When I looked into that, I found a list of obstacles that Debord collected which Dérive can be hindered by:
– late night hours
– stopping for banal tasks
– fatigue
– weather
But what about
– sexual harassment
– dark streets
– the existence -or not- of sidewalks
– what I am wearing
– the level of tolerance of the neighborhood to my sex and color.
– police blocking the streets
I guess we experience the city differently when we are walking, even if we are walking together.
<<<< Simon – Mabsota / سيمون – مبسوطة >>>>
Sometimes it strikes me how little I hear someone talking about taking a wake in my mother tongue, Arabic.
( آتمشي )
I looked for it in many movies and tv dramas.
“تعالى ننزل نتمشى ونحكي”
“معلش أنا عايزة اتمشى شوية عشان أفكر”
When it is mentioned, it is either by groups of friends that want to take a walk to chat and catch up or by a person who is heavy hearted and needs to be alone, or as a romantic act for couples.
Is walking an act of self care?
How much were you taught about self care in your childhood?
****
“طفح المجاري في حارتكم علمك رقص الباليه”
“The sewage spurt in your neighborhood, taught you how to dance ballet”

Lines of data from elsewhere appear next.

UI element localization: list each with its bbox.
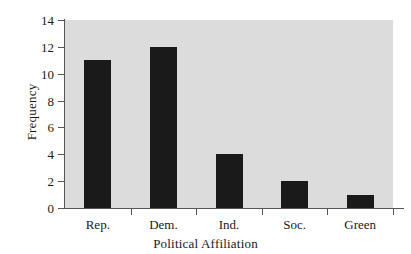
y-axis-tick-label: 2	[2, 175, 54, 188]
x-axis-tick	[327, 209, 328, 215]
y-axis-tick-label: 6	[2, 121, 54, 134]
x-axis-tick-label: Green	[325, 217, 395, 233]
y-axis-tick-label: 12	[2, 40, 54, 53]
x-axis-tick-label: Rep.	[63, 217, 133, 233]
y-axis-tick	[58, 74, 64, 75]
y-axis-tick-label: 10	[2, 67, 54, 80]
y-axis-tick	[58, 181, 64, 182]
bar-chart: Frequency 02468101214 Political Affiliat…	[0, 0, 411, 254]
y-axis-tick-label: 8	[2, 94, 54, 107]
bar	[84, 60, 111, 208]
x-axis-tick	[196, 209, 197, 215]
x-axis-tick	[131, 209, 132, 215]
x-axis-line	[64, 208, 404, 209]
y-axis-tick	[58, 127, 64, 128]
x-axis-title: Political Affiliation	[0, 236, 411, 252]
y-axis-line	[64, 19, 65, 209]
y-axis-tick	[58, 101, 64, 102]
y-axis-tick-label: 14	[2, 14, 54, 27]
y-axis-tick-label: 4	[2, 148, 54, 161]
y-axis-tick	[58, 47, 64, 48]
y-axis-tick	[58, 20, 64, 21]
x-axis-tick-label: Ind.	[194, 217, 264, 233]
y-axis-tick	[58, 154, 64, 155]
x-axis-tick-label: Soc.	[260, 217, 330, 233]
bar	[347, 195, 374, 208]
x-axis-tick	[262, 209, 263, 215]
bar	[216, 154, 243, 208]
bar	[281, 181, 308, 208]
x-axis-tick	[393, 209, 394, 215]
y-axis-tick-labels: 02468101214	[0, 0, 54, 254]
y-axis-tick-label: 0	[2, 202, 54, 215]
x-axis-tick-label: Dem.	[128, 217, 198, 233]
bar	[150, 47, 177, 208]
y-axis-tick	[58, 208, 64, 209]
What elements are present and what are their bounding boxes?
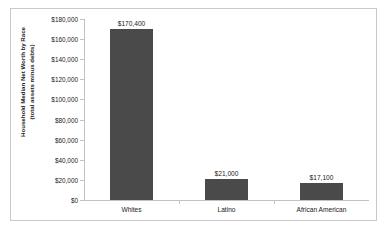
y-axis-tick xyxy=(80,120,84,121)
plot-area: $0$20,000$40,000$60,000$80,000$100,000$1… xyxy=(84,19,369,200)
y-axis-tick-label: $0 xyxy=(71,197,78,204)
y-axis-tick-label: $160,000 xyxy=(51,36,78,43)
y-axis-title: Household Median Net Worth by Race (tota… xyxy=(19,0,45,167)
y-axis-tick xyxy=(80,79,84,80)
x-axis-category-label: Whites xyxy=(121,206,141,213)
y-axis-tick xyxy=(80,160,84,161)
bar[interactable]: $21,000 xyxy=(205,179,248,200)
bar-value-label: $21,000 xyxy=(215,170,239,177)
bar[interactable]: $17,100 xyxy=(300,183,343,200)
x-axis-tick xyxy=(274,200,275,204)
x-axis-tick xyxy=(179,200,180,204)
y-axis-tick-label: $40,000 xyxy=(55,156,78,163)
y-axis-title-line1: Household Median Net Worth by Race xyxy=(19,27,26,137)
y-axis-tick-label: $100,000 xyxy=(51,96,78,103)
x-axis-line xyxy=(84,200,369,201)
y-axis-tick xyxy=(80,99,84,100)
y-axis-tick xyxy=(80,59,84,60)
bar-value-label: $170,400 xyxy=(118,20,146,27)
y-axis-tick xyxy=(80,140,84,141)
y-axis-tick-label: $140,000 xyxy=(51,56,78,63)
chart-frame: Household Median Net Worth by Race (tota… xyxy=(10,8,377,221)
y-axis-line xyxy=(84,19,85,200)
bar[interactable]: $170,400 xyxy=(110,29,153,200)
y-axis-tick xyxy=(80,200,84,201)
y-axis-tick-label: $60,000 xyxy=(55,136,78,143)
y-axis-tick-label: $180,000 xyxy=(51,16,78,23)
y-axis-title-line2: (total assets minus debts) xyxy=(28,0,37,167)
y-axis-tick-label: $20,000 xyxy=(55,176,78,183)
x-axis-category-label: Latino xyxy=(218,206,236,213)
y-axis-tick-label: $120,000 xyxy=(51,76,78,83)
y-axis-tick xyxy=(80,180,84,181)
y-axis-tick xyxy=(80,19,84,20)
x-axis-category-label: African American xyxy=(297,206,347,213)
y-axis-tick xyxy=(80,39,84,40)
bar-value-label: $17,100 xyxy=(310,174,334,181)
y-axis-tick-label: $80,000 xyxy=(55,116,78,123)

A sentence by the poet Montaser Hegazy. A Brilliant image!
I saw myself as a kid. The sewage from the neighbor’s house used to spurt. It always took days to fix and was always getting broken again.
That was common, and we always knew what to do, and how to walk over sewage: A lot of calculation, careful stepping, controlling the balance, measuring the distance between the stones, opening the legs and hhhopp.
Indeed it seemed like dancing when you think about it.
They say obstacles can shape the road,
But, what really shapes our walk?
*****
Many thoughts rush in my head:
The privilege of walking,
The privilege in walking,
My walk shapes my body,
My privilege shapes my body,
My walk shapes my posture,
What is the posture of privilege??
****
I left, I walked away, I moved, I changed.
I learnt new walks, and I improved my posture.
I don’t think I ever stopped to mourn my lost past, my lost walks.
I needed to get over the pain, but my body decided to take slower steps.
Denial, anger, bargaining, depression and acceptance.
They don’t really come in order, I wonder how every stage affected my walk.
I think I walked better in denial, while depression was always bad for my posture.